Currently in the United Kingdom, approximately 1.5 million people have a learning disability (Mental Health Foundation 2019), and for this group of people, it is more likely that communication may be difficult. People with learning disabilities access mainstream healthcare, and as they are significantly more likely than the general population to be diagnosed with a wide range of conditions, the nursing associate will undoubtedly care for people with a learning disability throughout their nursing career. It is important that the nursing associate take the time to get to know their patients and see them, not the disability, and listen to them and their family/carers. Where people have communication needs or a disability, it is essential that nursing associates make reasonable adjustments, providing and sharing information in a way that promotes good health and health outcomes and does not prevent people from having equal access to the highest quality of care.

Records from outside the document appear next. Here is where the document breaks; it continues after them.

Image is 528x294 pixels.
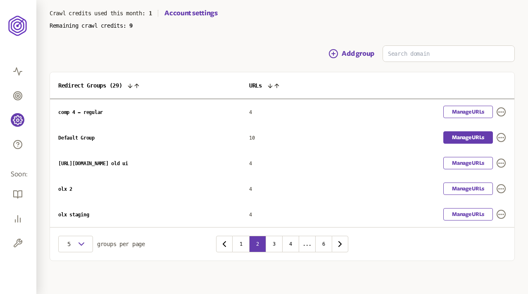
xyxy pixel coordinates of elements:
[149,10,152,17] span: 1
[443,131,493,144] a: Manage URLs
[97,241,145,247] span: groups per page
[58,236,93,252] button: 5
[65,241,73,247] span: 5
[249,212,252,218] span: 4
[249,109,252,115] span: 4
[249,135,255,141] span: 10
[443,183,493,195] a: Manage URLs
[50,10,158,17] p: Crawl credits used this month:
[164,8,217,18] a: Account settings
[50,22,515,29] p: Remaining crawl credits:
[58,135,95,141] span: Default Group
[249,82,262,89] span: URLs
[282,236,299,252] button: 4
[328,49,374,59] button: Add group
[266,236,282,252] button: 3
[249,161,252,166] span: 4
[443,157,493,169] a: Manage URLs
[249,186,252,192] span: 4
[58,161,128,166] span: [URL][DOMAIN_NAME] old ui
[315,236,332,252] button: 6
[299,236,315,252] button: ...
[58,186,72,192] span: olx 2
[233,236,249,252] button: 1
[443,208,493,221] a: Manage URLs
[11,170,26,179] span: Soon:
[58,82,122,89] span: Redirect Groups ( 29 )
[129,22,133,29] span: 9
[443,106,493,118] a: Manage URLs
[383,46,514,62] input: Search domain
[249,236,266,252] button: 2
[58,109,103,115] span: comp 4 - regular
[58,212,89,218] span: olx staging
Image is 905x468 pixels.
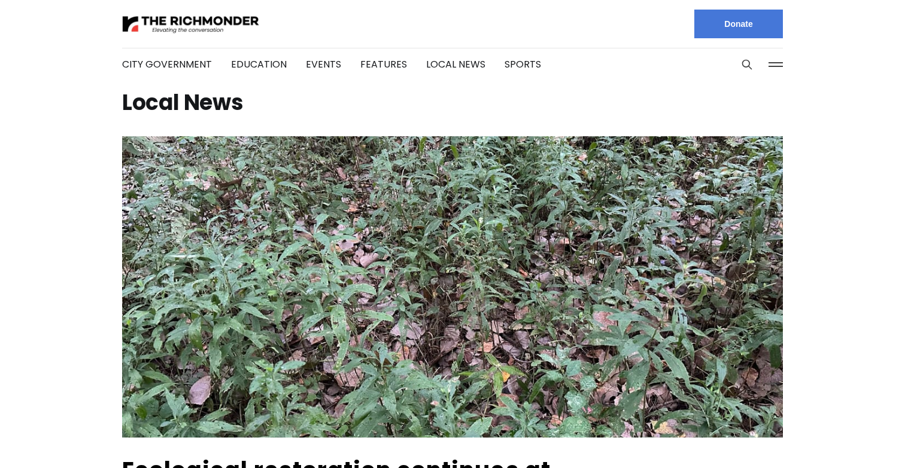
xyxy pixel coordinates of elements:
a: Features [360,57,407,71]
img: The Richmonder [122,14,260,35]
a: Sports [504,57,541,71]
iframe: portal-trigger [803,410,905,468]
h1: Local News [122,93,782,112]
a: Education [231,57,287,71]
a: City Government [122,57,212,71]
a: Events [306,57,341,71]
button: Search this site [738,56,756,74]
a: Local News [426,57,485,71]
a: Donate [694,10,782,38]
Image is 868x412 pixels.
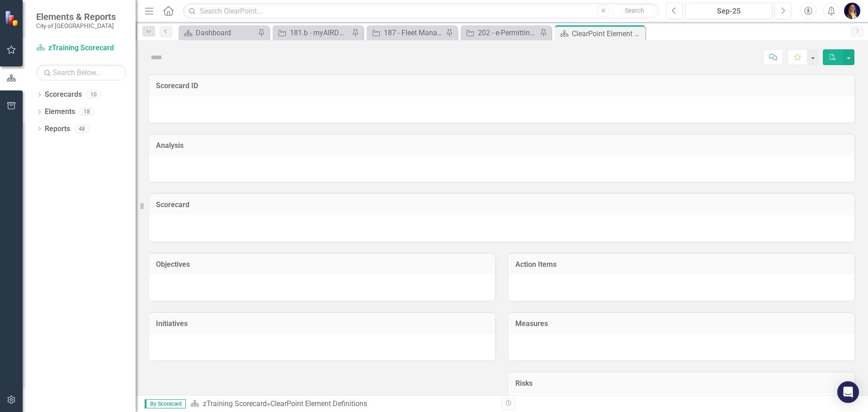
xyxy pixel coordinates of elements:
[45,90,82,100] a: Scorecards
[36,11,116,22] span: Elements & Reports
[45,124,70,134] a: Reports
[612,4,657,17] button: Search
[515,320,848,328] h3: Measures
[515,379,848,387] h3: Risks
[625,7,644,14] span: Search
[688,6,769,17] div: Sep-25
[572,28,643,39] div: ClearPoint Element Definitions
[36,43,127,53] a: zTraining Scorecard
[195,27,256,39] div: Dashboard
[45,107,75,117] a: Elements
[270,399,367,408] div: ClearPoint Element Definitions
[837,381,859,403] div: Open Intercom Messenger
[144,399,186,408] span: By Scorecard
[183,3,659,19] input: Search ClearPoint...
[36,22,116,30] small: City of [GEOGRAPHIC_DATA]
[156,261,488,269] h3: Objectives
[369,27,444,39] a: 187 - Fleet Management
[290,27,350,39] div: 181.b - myAIRDRIE redevelopment
[156,320,488,328] h3: Initiatives
[478,27,537,39] div: 202 - e-Permitting Planning
[384,27,444,39] div: 187 - Fleet Management
[156,82,848,90] h3: Scorecard ID
[4,10,20,26] img: ClearPoint Strategy
[74,125,89,132] div: 48
[181,27,256,39] a: Dashboard
[36,65,127,81] input: Search Below...
[79,108,94,116] div: 18
[275,27,350,39] a: 181.b - myAIRDRIE redevelopment
[515,261,848,269] h3: Action Items
[156,141,848,149] h3: Analysis
[203,399,267,408] a: zTraining Scorecard
[149,50,164,65] img: Not Defined
[685,2,772,19] button: Sep-25
[463,27,537,39] a: 202 - e-Permitting Planning
[156,201,848,209] h3: Scorecard
[844,2,861,19] img: Erin Busby
[191,399,495,410] div: »
[86,91,101,98] div: 10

To be a good communicator with people with a learning disability, the nursing associate will need to:
Always use accessible language and speak clearly
Keep their head up and be on the same level as the person
Avoid jargon or long words that might be hard to understand
Be creative and prepared to use different communication tools such as visual cues to support understanding
Take time and follow the lead of the person
Go at their pace
Check out understanding
Ask for help if they need to
For people with profound and multiple learning disabilities (PMLD), it can be difficult to communicate intentionally, making this group of people particularly vulnerable. Nursing associates need to adapt the way they communicate with people with PMLD to find a way of listening and communicating in a way that is individualised and appropriate (Mansell 2010). This will involve being creative; it may be through the use of hand gestures and movements, or through picture and music. The purpose of communication, although via a more creative mode, is the same; it should remain a two‐sided process where both parties are able to express themselves and communicate their needs. Mansell (2010) talks about other specialities in assisting people with PMLD such as speech and language therapists, family and carers, as each of these can provide insight into effective ways of communicating, be this a particular gesture, sign, object, sound or behaviour. A communication passport can be a useful tool, not only for people with PMLD but for a variety of people who have difficulty communicating. Communication passports should contain everything about the way that individual communicates. These should be updated regularly and readily available for anyone in contact with or involved in that person’s care (Mansell 2010).